BadgeKit will not only make it simple to get started with badging, but it also will provide lightweight, modular and open options for the community of badgemakers. So now that I have your curiosity, I want to gain your attention. We are framing badgekit around a set of action verbs. Each verb represents an invitation to innovation around defining and refining the user experience for the particular action that the user is attempting to do.  Here are the verbs: Build, Assess, Issue, Collect, Share, Discover and Use. You can read what Sunny Lee wrote more about the verbs here.

BadgeKit evolved out of several years of work in this field as well as LOTS of user testing and research. Our initial goal will be to develop proofs of concept for experiences for each of the actions. In order to develop a vision for this work, I looked at the work that we have been doing for the Chicago Summer of Learning, the Connected Educators Month and for the Mozilla Summit. Each project helped us to produce some great open source solutions for distinct badging experience ranging in size from one badge to thousands of badges being issued.
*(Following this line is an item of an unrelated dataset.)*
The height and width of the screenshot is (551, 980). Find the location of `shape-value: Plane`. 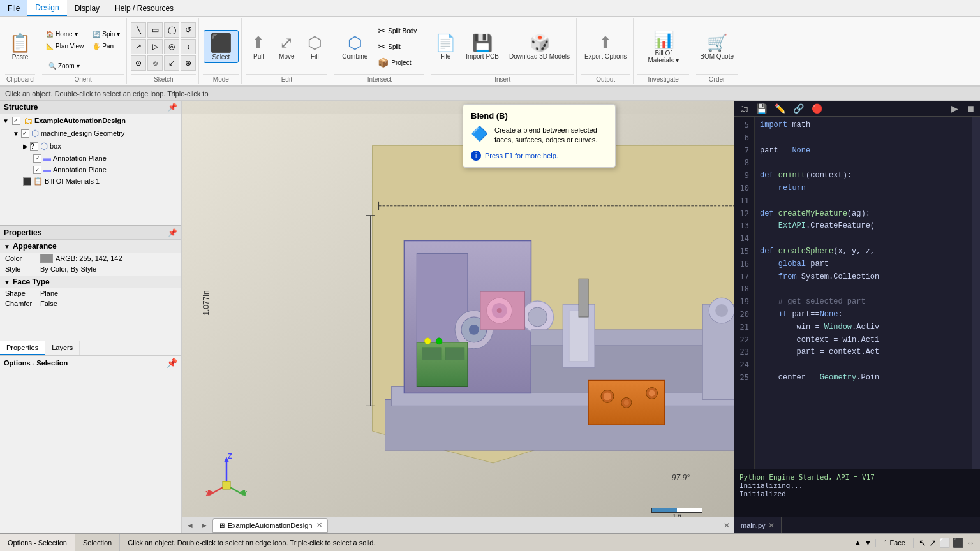

shape-value: Plane is located at coordinates (49, 293).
With each project, we user tested, got feedback and iterated - so just think of BadgeKit as our next big iteration on our offering. If you are familiar with the tools that we currently offer through openbadges.org - it might be easier for you to digest this information through recipes.





What makes something "Badgeriffic"?

So now you know - what we are building and a little bit of why - but let me tell you a bit about how we are building it.  As a team of Mozilla and community designers, developers and people who have tried spinning up our own instance of badges - we have been trying to find our voice. Specifically, we asked ourselves "What makes something Badgeriffic?" Over the years we've had a hunch about what the answer is and over the past few weeks, I've done a bunch of initial exercises to help us to start to identify what our design values are. Even as I write this post, I don't have a definitive answer, but I am going to share with you our current thinking and ask you to give me some feedback and thoughts about what you value. 

We kicked this off with a virtual sticky note activity:


After people filled in what they thought made something "Badgeriffic," we clustered like-minded notes and came up with overall statements that we are calling values. Values give us a chance to say, "we did all of these things so we feel that ethically and aesthetically, this is a product that we can stand behind".  So, what I am starting to believe is that our values are aligning perfectly with the
Firefox Design Values


This makes sense because well, we are one Mozilla - and behind all of our work we have that heart connection that motivates us to work for a non-profit and we want to build things that make the web better.  On a high level, the BadgeKit offering will help to shape environments, build products, empower communities as well as teach and learn: the four pillars of our work at Mozilla that our Chief Lizard Wrangler Mitchell Baker recently presented at the Mozilla Summit.

In the next few weeks there will be an announcement about this work and we will be working on the action verbs proof of concept. In the meantime,  I would like your help: what do you value and what makes something "Badgeriffic" to you?